Lessons for the Gift Giving Season; filters, feelings, & more…
by Colleen Smith, MA, BCBA – PTS Director of Behavioral Health
December is filled with the most exciting holidays for children. It also has the most” gift-giving’ holidays. Children eagerly await Hanukkah, Christmas, and/or Kwanza to see what presents await them. There are many ways you can help your learners prepare for this season of family, gifts, and fun!
A: Working the holidays into your Discrete Trial Teaching programs may look like adding echoic targets to teach learners to say, “Merry Christmas” or “Happy Hanukkah”. Teach these same targets as intraverbals so that your learner returns the greeting when they hear it. Teach additional intraverbal responses for questions like “What do you want for Christmas?” or “Who will you see on Kwanza?” or use common holiday songs as intraverbal fill-ins. Teach Tacts for holiday symbols such as “Menorah”, “Dreidel”, “Bells”, “Kinara”, or “Santa”.

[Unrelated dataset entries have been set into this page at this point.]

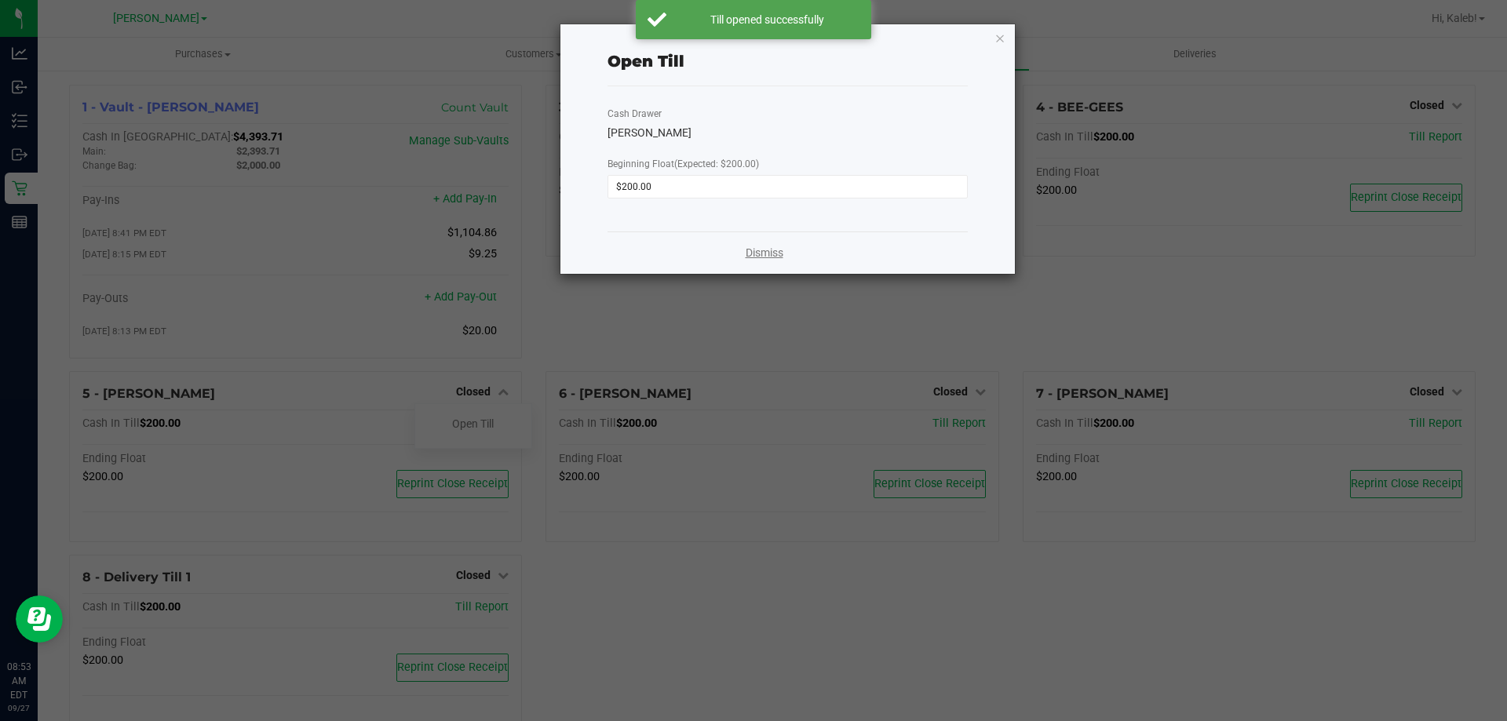 The height and width of the screenshot is (721, 1507). Describe the element at coordinates (764, 253) in the screenshot. I see `a: Dismiss` at that location.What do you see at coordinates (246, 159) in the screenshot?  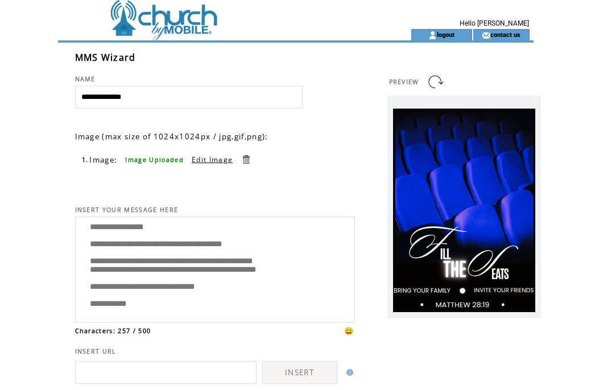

B: Use this gift giving season to practice social skills such as “Perspective Taking”.
Gift giving should come from the heart, but it should also be an item the receiver will like. Many of our learners get stuck on seeing things from their perspective, so if you ask them what mommy wants for Christmas the response may be Robux or Legos. Poor mom!
Direct instruction of perspective taking and practice selecting presents for others during social skills sessions can save mom from another year of matchbox cars or slime. (PS- spouses may need this lesson too!)
C: Although we teach perspective taking and aim to give gifts the receiver would like, gift givers sometimes miss the mark. Cue teaching the little white lie, sometimes called the social filter or “Think it or Say it”. This is the skills of receiving a gift you don’t like without letting on you don’t like it. This can also be directly taught and practiced in social skills groups.
Lesson plan 1
Goal:
Given direct instruction in perspective taking skills, learner will demonstrate perspective taking by correctly selecting an item based on a peer’s preference for three first-trial opportunities per peer for two different peers.
Materials:
1. items or pictures of items that learners in group would like. These items may be from learner’s previously conducted preference assessments or general items that are preferred by the age group.
2. Items or pictures of items that no one in the group is likely to want as a gift.
3. a gift bag
Procedure:
1. Select a student to be gift giver and a student to be gift receiver.
2. Have the giver close their eyes or step out of the room.
3. Have the receiver select one items they would like and two items they would not like to receive and put them in a row on a desk or table.
4. Bring giver back and have them view the items.
5. Tell give to think about the receiver and select an item they would most like to receive as a gift. They should then put the item in the bag and pretend to gift it to the receiver.
6. The gift receiver will tell the gift giver if they selected the correct item or not.
7. If the correct item was selected praise the giver for “thinking about other people”.
8. If the item selected was not an item that the receiver would like, tell the gift give that they did not select the correct item. Review previously taught lessons on how to determine what other people may like and what it means to take perspective then try again.
Data Collection:
score + of the giver selects the correct item on the first opportunity without prompting. Score – if the giver selects an incorrect item or is prompted.
Lesson plan 2
Goal:
Given direct instruction of using a social filter, learner will accept a gift they do not like without indicating they do not like it (frowning, making a negative comment, etc.) in 80% of opportunities per data collection session across three sessions.
Materials: gift bag, items, or pictures of items that a learner will likely want to receive as a gift and items or pictures of items that they would not.
Procedure:
1. Place an item the learner would not like to receive as a gift in a gift bag.
2. Tell the learner you are going to role-play receiving a gift that he or she will not like.
3. Pretend to gift the item to the learner. If they do not like the item, they should say something like, “Thank you for thinking of me!” or “This is a nice gift!” their body language and facial expression should match their words.
4.Practice across non-preferred items and then intersperse trials of preferred gifts and non-preferred gifts.
5. If the learner makes a negative comment about the gift prompt with the question, “Is that a think it or a say it?”. Then suggest a response the learner could use and repeat the trial.
6. For an expanded lesson, have the gift giver react to the learner’s response. Highlight this reaction for the learner. For example, “How do I feel when you say you like my gift?” and “How do I feel when you say you don’t want my gift?”
Data collection- Score:
+ if the learner uses their social filter and – if they do not or if they only do when prompted. Score + for a correct trial following a prompted trial. Calculate percent of opportunities using social filter by dividing the number of + by the total number of opportunities and multiplying by 100.